Turning to face her fully, Gohan asked: "Videl?"
"Mm?"
"You know, if we're not going back to school... I could do with some lunch."
She frowned, half-amused at the typically abrupt change of subject. He always did this.
"Tch, always hungry. I could almost believe this whole thing is your elaborate excuse for being greedy."
Gohan laughed. Everything seemed light and happy today, now that he'd told his story. Everything was optimistic.
And Videl's fond mockery was beautiful too: her expression lit her face up, too: her blue eyes were clear and sharp and her skin was bright in the sun.
"I guess I'll buy you lunch, then, for entertaining me." Her grin showed off white teeth, and she whispered: "if only because I'm a feminist."
He pretended to consider it, and she hit him playfully: "alien or not, Son Gohan, I'll kick your ass for bad manners."
"No, really, I was going to suggest something else..." A pause, during which his attempts to keep a straight face made him smirk: "Want proof I can fly?"
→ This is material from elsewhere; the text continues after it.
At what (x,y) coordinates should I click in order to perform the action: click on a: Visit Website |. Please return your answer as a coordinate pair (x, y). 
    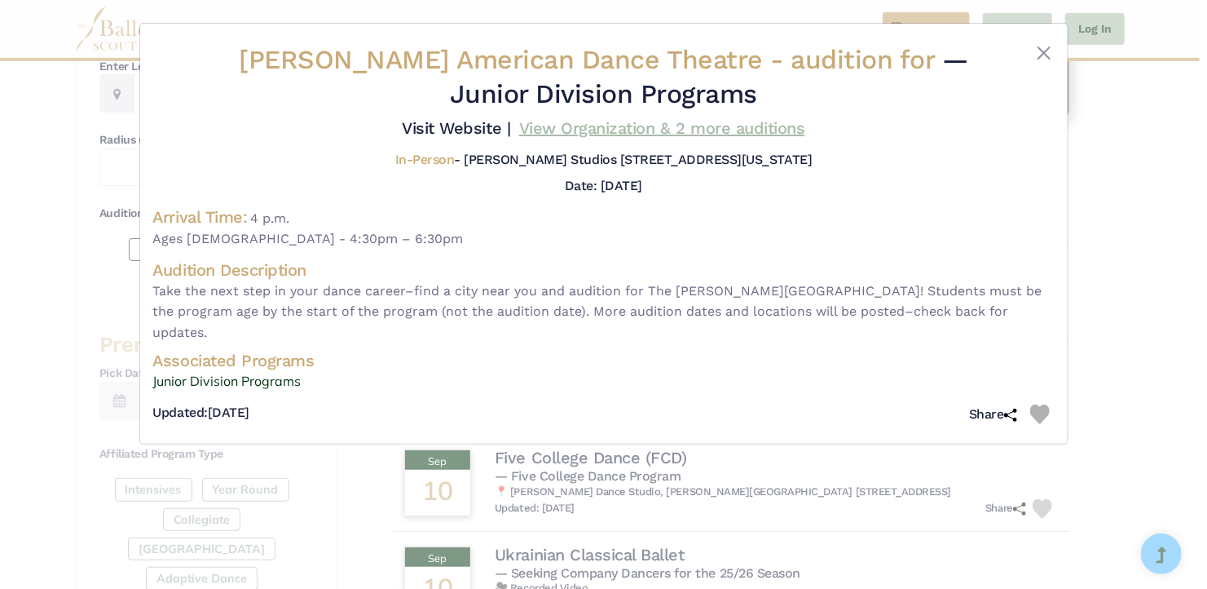
    Looking at the image, I should click on (456, 128).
And so it was that Videl met Gohan's family, only nearly getting dropped to the ground by her escort on the way there. Chichi loved her future daughter-in-law, recognising as she did a fellow intelligent sharp-tongued female, and one she'd be proud to teach the art of the frying-pan knock-out. (She only even made one comment to the pair asking if they should still be in school, which to her son spoke of an affection stronger than love itself). Goten was less immediately welcoming, but he noticed the girl visitor distracted his brother often enough for him to sneak away to the cookie jar unnoticed, and that convinced him to like her.
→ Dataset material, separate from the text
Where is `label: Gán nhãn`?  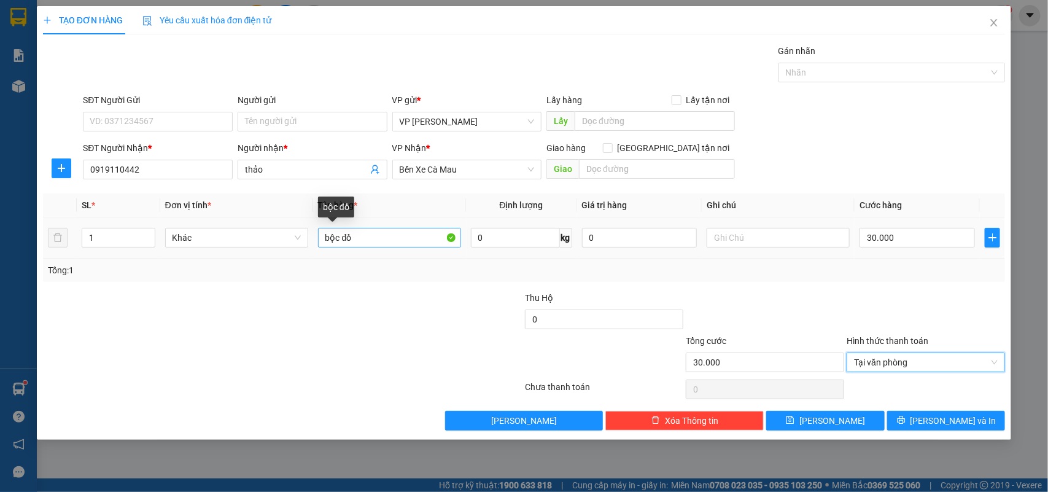
label: Gán nhãn is located at coordinates (797, 51).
And Videl... something in her mind recognised the place that would become her second home.
She wasn't sure what she felt about the rest of it. Gohan was clever and a good friend and nice despite his dorky attitude, and she really did like him. But this whole story: The Saiyajinn race and the Dragonballs, the fighting and threats to the world, the deaths and resurrections of loved ones. It shook her world-view. If someone else had told her anything like that at another time, someone who she trusted less and who'd cared less whether she believed them, then she'd have laughed. If she hadn't known her dad too well to believe he'd defeated Cell, she would probably not even have believed Gohan.
But Gohan couldn't lie, so she took him at his word. He'd earned that much respect from her, he'd listened to her screaming accusations. She'd give his crazy stories a chance. The idea of aliens who were stronger than a human could hope to be wasn't easy for her to accept: she'd always believed success was what you made it, and those who failed did so through their own faults. The idea these Saiyans could come to Earth and conquer all of it was novel and vaguely terrifying. And her friend being half-alien was almost harder to accept: but Gohan had been quite sincere in what he told her, and the very fact his lies were so obvious made her less inclined to doubt him now she knew the truth.
She'd think about it. Sure there was a lot to consider, but she knew Gohan better now. She was pretty sure he'd wait and listen to her and chat about school along the way. The two of them would have plenty of time together.
fin.
Author's Note:
Aww... and a big shiny sign saying happily-ever-after goes here :)
I'd like to say thanks to everyone who's reviewed, and that I hope the ending lives up to your expectations. Some of you have written the most thoughtful, friendly, inspiring reviews I've ever got, and I really do appreciate it. Well, thank you all very much, and I hope everyone's enjoyed the story!!